A Quote by Martin Cooper

Good technology is intuitive - the cellphone forces you to become an engineer. — © Martin Cooper
Good technology is intuitive - the cellphone forces you to become an engineer.
I don't go digital. I was never good with technology. I didn't have a cellphone until I moved to New York. My gallery was like, 'What? How are we supposed to contact you?'
Think about it. If it's taking pictures, it's not a cellphone. If it has a McDonald's app to tell you where McDonald's is based on your GPS location, that's not a cellphone. If you can get Wikipedia or go to Google, that's not a cellphone.
I have an intuitive understanding of technology. And the way I incorporate technology in the work tends to humanize it a great deal.
I decided that I wanted to become an engineer of the biological world, specifically a protein engineer.
I am an engineer, not just an architect, so I've always been motivated by technique or technology. As soon as technology moves just a little bit, it changes architecture.
Oculus really started popularizing a new approach using cellphone screen technology, a wide field of view, and super-low-latency sensor tracking. It's not crappy stuff that doesn't work and makes everybody sick. When you experience Oculus technology, it's like getting religion on contact. People that try it walk out a believer.
Macs are not intuitive. It's intuitive to the person who created it. It's not intuitive to me.
The FCC is considering lifting the ban on cellphone calls on planes. The good news is you'll be able to make calls during your flight. The bad news? The person sitting next to you will be able to make cellphone calls during yourflight.
What I’m trying to show is that the main event today is not seen by those of us that are living it… So it’s not the effect of [technology], it is that everything exists with-in [its milieu]. It's not that we use technology, we live technology. Technology has become as ubiquitous as the air we breathe, so we are no longer conscious of its presence.
Women tend to be more intuitive, or to admit to being intuitive, and maybe the hard science approach isn't so attractive. The way that science is taught is very cold. I would never have become a scientist if I had been taught like that.
And so when I moved to IBM, I moved because I thought I could apply technology. I didn't actually have to do my engineer - I was an electrical engineer, but I could apply it. And that was when I changed. And when I got there, though, I have to say, at the time, I really never felt there was a constraint about being a woman. I really did not.
People tend to not forgo purchasing a cellphone. In many places in the world, the first time they get on the Internet is through a cellphone. Pretty significant economic push, particularly in the emerging market.
I do not own a cellphone; I do not use a cellphone. I do not have a phone. No. Phone. Not even an old-fashioned dumb one. Nothing.
'No Flex Zone' is when somebody walks in and accuses you of stealing their cellphone, and you didn't, and you know in your pocket you have enough money to buy their cellphone, and you have your own.
It's understandable that the music companies that are comprised of people that are successful by making good creative decisions - they have to decide which out of fifty artists is the next hot one, with no data to go from. It's an intuitive process, and that's what they do well when they're successful. They don't understand technology.
This is the same problem I have with digital photography. The potential is always remarkable. But the medium never settles. Each year there is a better camera to buy and new software to download. The user never has time to become comfortable with the tool. Consequently too much of the work is merely about the technology. The HDR and QTVR fads are good examples. Instead of focusing on the subject, users obsess over RAW conversion, Photoshop plug-ins, and on and on. For good work to develop the technology needs to become as stable and functional as a typewriter.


=== Exercise prompt ===
Reproduce the whole listing, keeping each line as it is.

(Data shown Opens)

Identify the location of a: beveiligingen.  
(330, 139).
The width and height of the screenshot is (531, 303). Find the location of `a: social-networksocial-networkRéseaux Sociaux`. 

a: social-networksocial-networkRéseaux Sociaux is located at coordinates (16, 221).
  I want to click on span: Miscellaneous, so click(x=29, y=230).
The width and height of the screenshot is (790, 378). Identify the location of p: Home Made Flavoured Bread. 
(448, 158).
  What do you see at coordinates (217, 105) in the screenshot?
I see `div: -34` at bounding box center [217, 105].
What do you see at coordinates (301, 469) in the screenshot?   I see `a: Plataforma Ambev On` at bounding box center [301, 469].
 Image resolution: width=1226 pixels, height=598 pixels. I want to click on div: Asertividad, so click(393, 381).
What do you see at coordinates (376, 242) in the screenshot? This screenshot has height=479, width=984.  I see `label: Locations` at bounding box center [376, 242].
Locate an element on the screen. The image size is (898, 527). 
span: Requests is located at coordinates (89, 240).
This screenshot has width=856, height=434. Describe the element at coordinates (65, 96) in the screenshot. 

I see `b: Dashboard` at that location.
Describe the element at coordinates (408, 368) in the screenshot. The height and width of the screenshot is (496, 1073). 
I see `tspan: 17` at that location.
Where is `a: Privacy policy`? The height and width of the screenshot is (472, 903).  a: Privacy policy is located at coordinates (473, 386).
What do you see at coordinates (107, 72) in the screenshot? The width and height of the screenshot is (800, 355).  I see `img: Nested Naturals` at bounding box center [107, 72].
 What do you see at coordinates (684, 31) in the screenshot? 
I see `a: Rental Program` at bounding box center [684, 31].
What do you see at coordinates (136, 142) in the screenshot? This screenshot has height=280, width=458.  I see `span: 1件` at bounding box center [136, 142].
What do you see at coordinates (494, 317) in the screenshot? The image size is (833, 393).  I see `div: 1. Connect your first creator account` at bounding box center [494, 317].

(Data shown Closes)

=== Result of this task ===
Identify the location of a: beveiligingen.  
(330, 139).
The width and height of the screenshot is (531, 303). Find the location of `a: social-networksocial-networkRéseaux Sociaux`. 

a: social-networksocial-networkRéseaux Sociaux is located at coordinates (16, 221).
  I want to click on span: Miscellaneous, so click(x=29, y=230).
The width and height of the screenshot is (790, 378). Identify the location of p: Home Made Flavoured Bread. 
(448, 158).
  What do you see at coordinates (217, 105) in the screenshot?
I see `div: -34` at bounding box center [217, 105].
What do you see at coordinates (301, 469) in the screenshot?   I see `a: Plataforma Ambev On` at bounding box center [301, 469].
 Image resolution: width=1226 pixels, height=598 pixels. I want to click on div: Asertividad, so click(393, 381).
What do you see at coordinates (376, 242) in the screenshot? This screenshot has height=479, width=984.  I see `label: Locations` at bounding box center [376, 242].
Locate an element on the screen. The image size is (898, 527). 
span: Requests is located at coordinates (89, 240).
This screenshot has width=856, height=434. Describe the element at coordinates (65, 96) in the screenshot. 

I see `b: Dashboard` at that location.
Describe the element at coordinates (408, 368) in the screenshot. The height and width of the screenshot is (496, 1073). 
I see `tspan: 17` at that location.
Where is `a: Privacy policy`? The height and width of the screenshot is (472, 903).  a: Privacy policy is located at coordinates (473, 386).
What do you see at coordinates (107, 72) in the screenshot? The width and height of the screenshot is (800, 355).  I see `img: Nested Naturals` at bounding box center [107, 72].
 What do you see at coordinates (684, 31) in the screenshot? 
I see `a: Rental Program` at bounding box center [684, 31].
What do you see at coordinates (136, 142) in the screenshot? This screenshot has height=280, width=458.  I see `span: 1件` at bounding box center [136, 142].
What do you see at coordinates (494, 317) in the screenshot? The image size is (833, 393).  I see `div: 1. Connect your first creator account` at bounding box center [494, 317].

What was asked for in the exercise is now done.